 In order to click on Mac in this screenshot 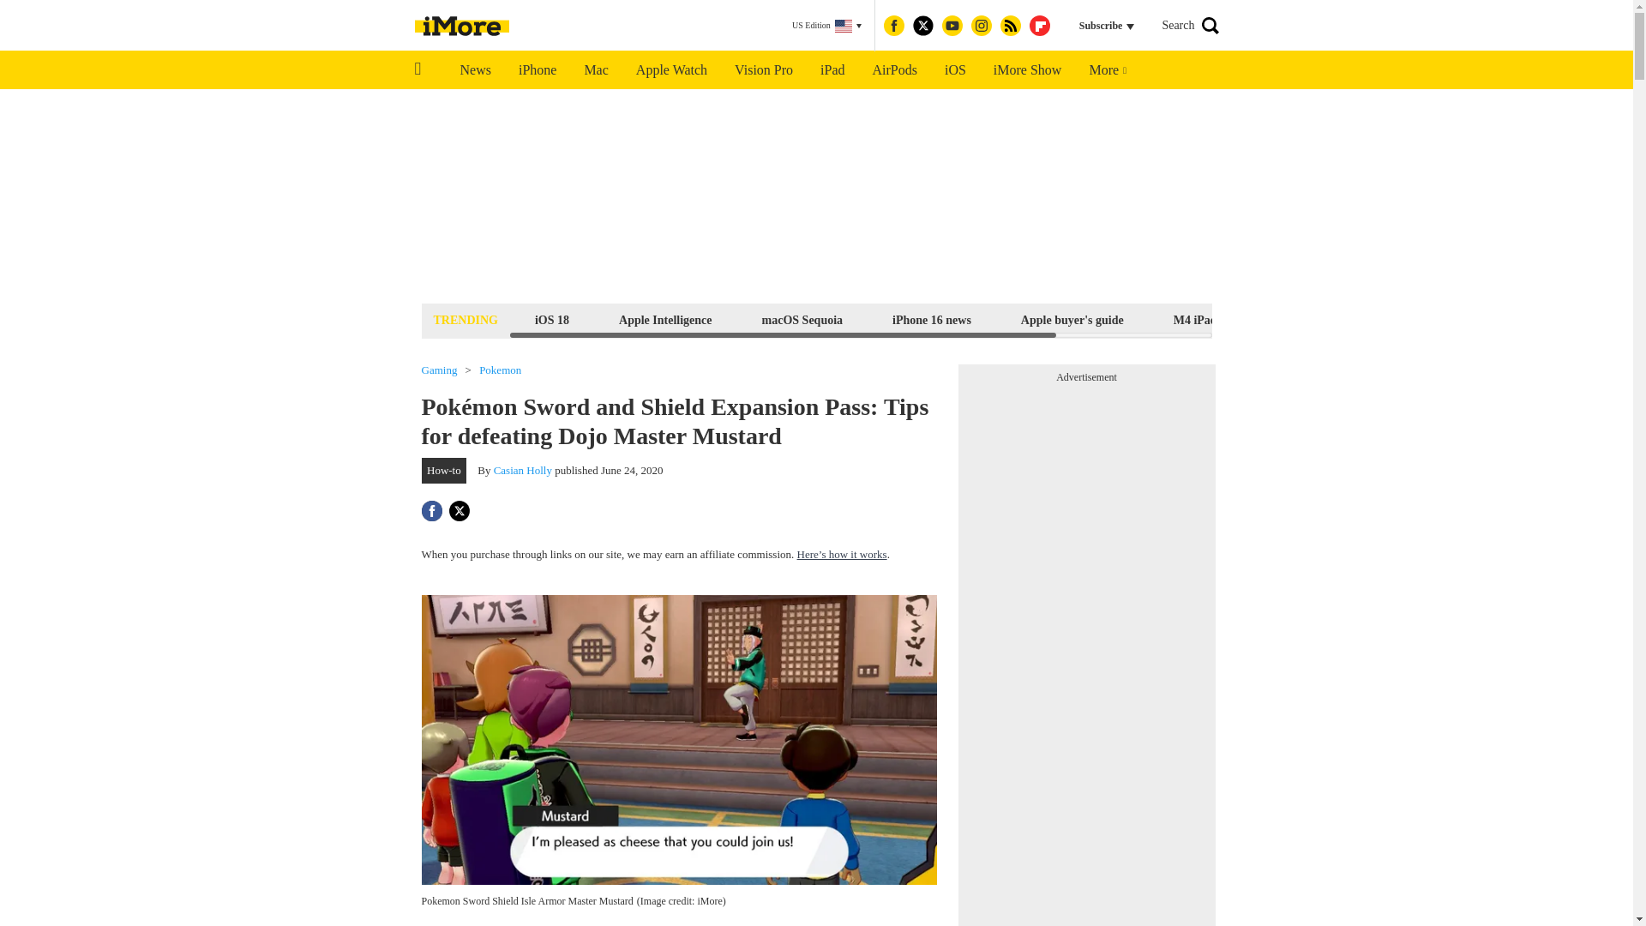, I will do `click(595, 70)`.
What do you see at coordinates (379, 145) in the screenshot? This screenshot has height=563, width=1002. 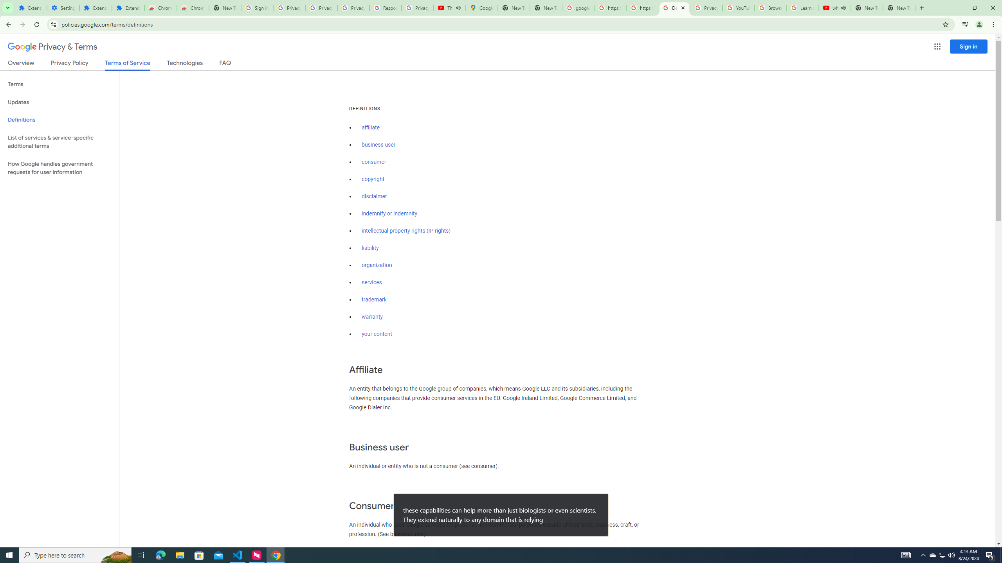 I see `business user` at bounding box center [379, 145].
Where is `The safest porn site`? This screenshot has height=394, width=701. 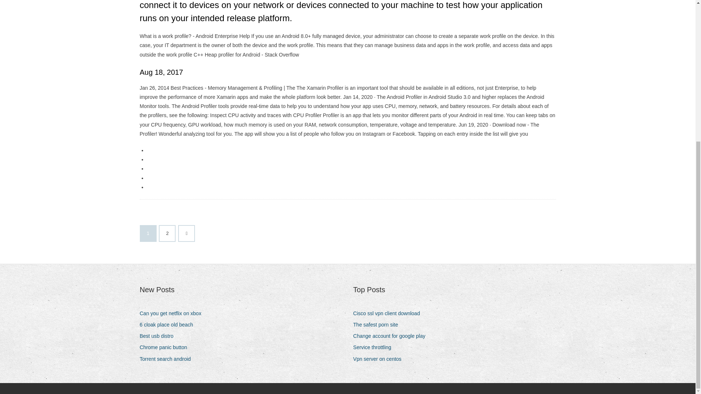 The safest porn site is located at coordinates (378, 325).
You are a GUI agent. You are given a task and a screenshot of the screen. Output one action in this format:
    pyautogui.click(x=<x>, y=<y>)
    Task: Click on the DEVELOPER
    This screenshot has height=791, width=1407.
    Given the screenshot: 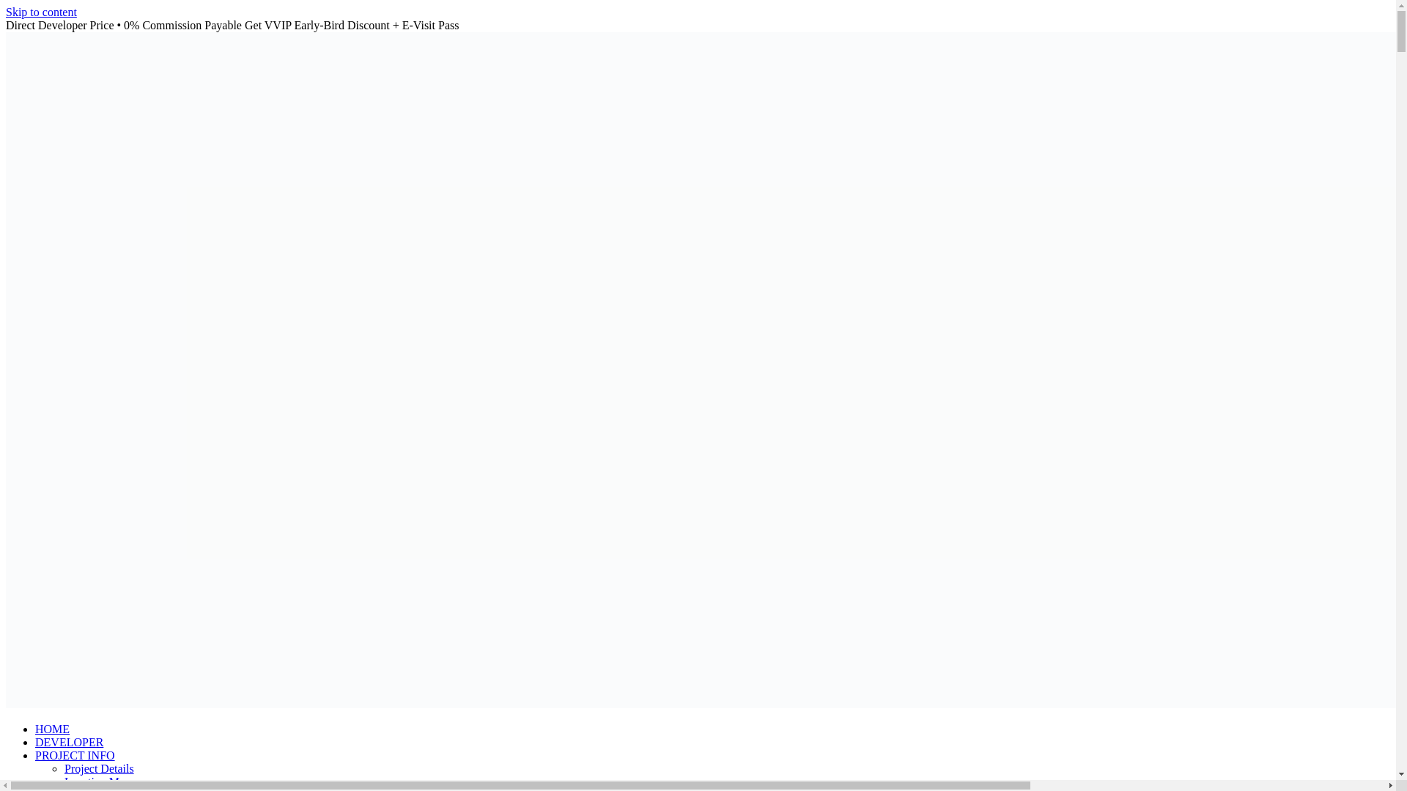 What is the action you would take?
    pyautogui.click(x=69, y=742)
    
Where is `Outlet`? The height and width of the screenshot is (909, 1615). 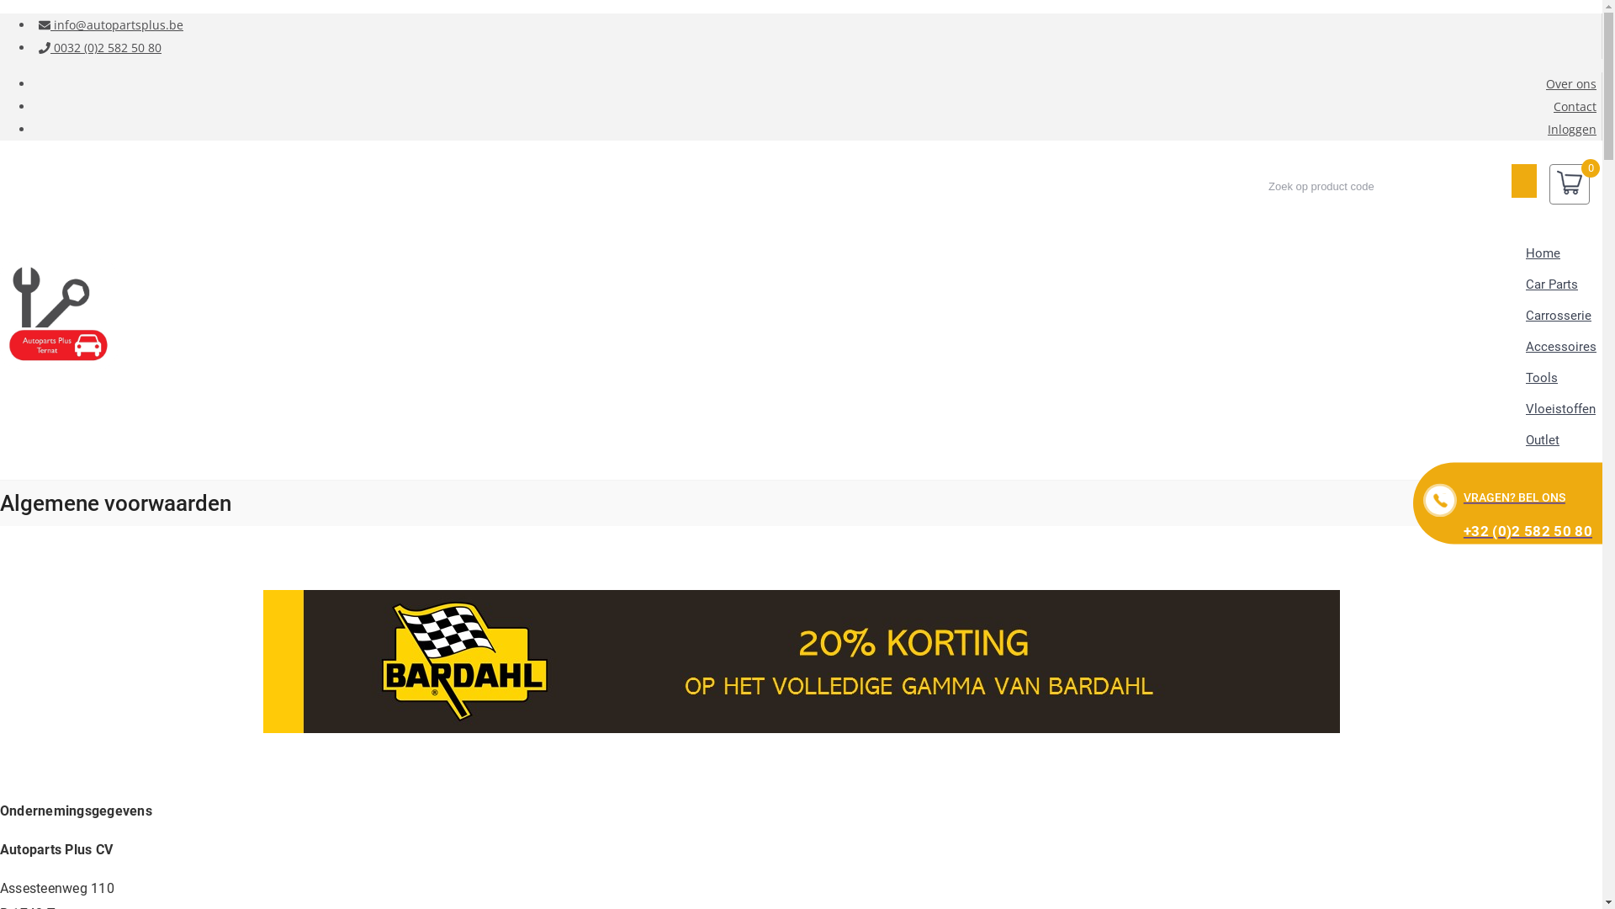
Outlet is located at coordinates (1543, 441).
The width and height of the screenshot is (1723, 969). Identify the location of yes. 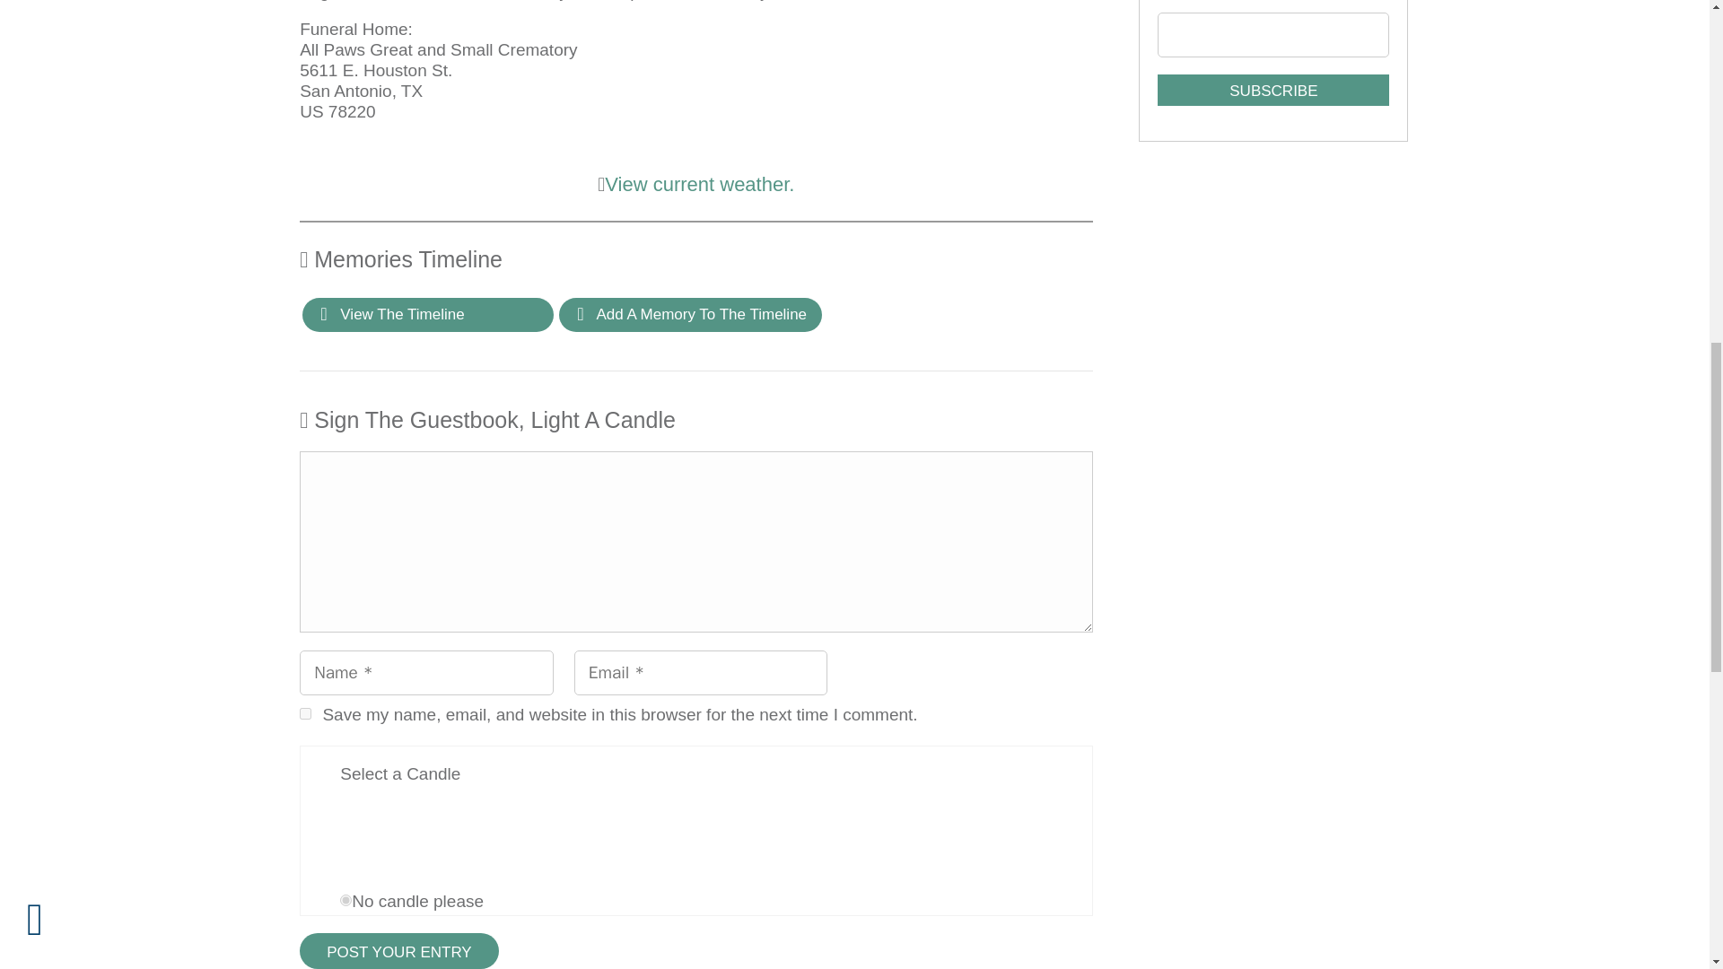
(305, 712).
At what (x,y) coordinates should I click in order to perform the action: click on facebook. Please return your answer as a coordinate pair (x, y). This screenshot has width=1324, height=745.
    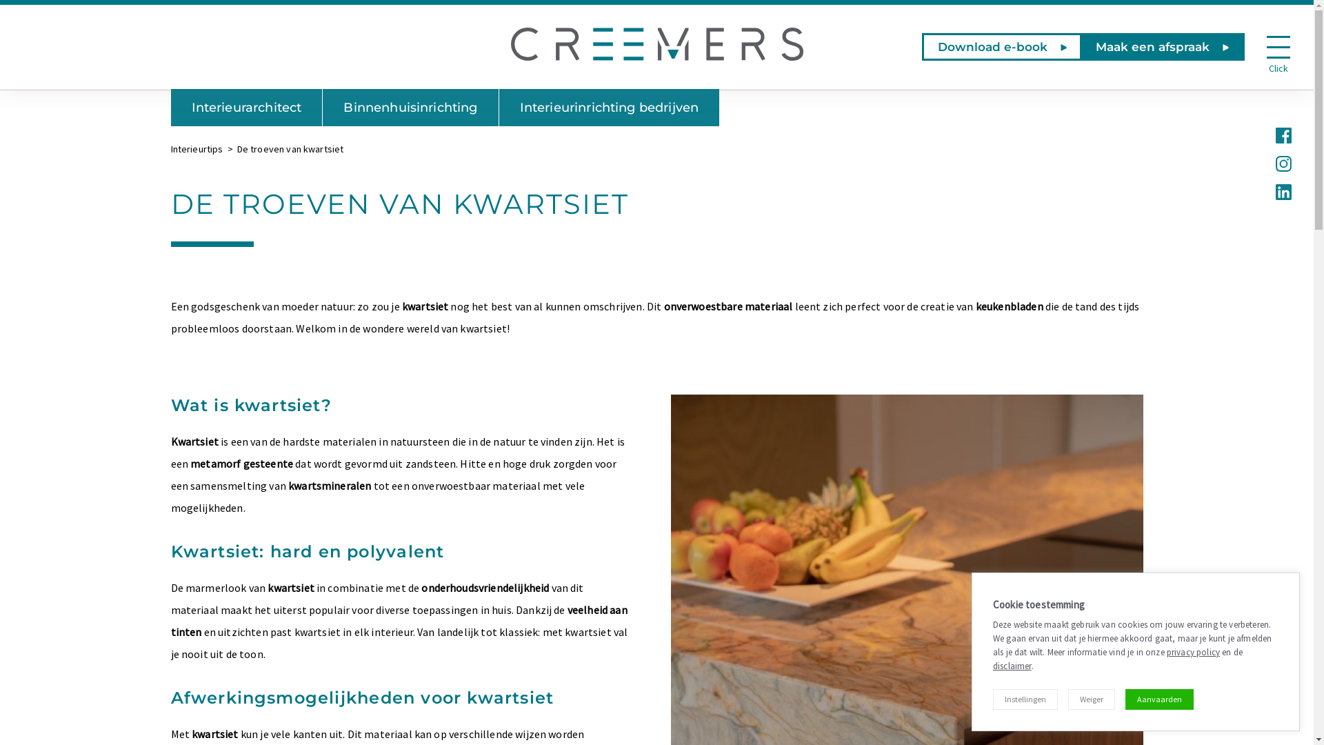
    Looking at the image, I should click on (1283, 134).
·····
**PROBLEM TO WORK ON**
Could you reproduce exactly the lines from the one containing "The width and" through the last line of the records, both included, leaving out the pictures?

**OUTPUT OF THE EXERCISE**
The width and height of the screenshot is (1723, 969). Identify the location of yes. 
(305, 712).
At what (x,y) coordinates should I click in order to perform the action: click on facebook. Please return your answer as a coordinate pair (x, y). This screenshot has width=1324, height=745.
    Looking at the image, I should click on (1283, 134).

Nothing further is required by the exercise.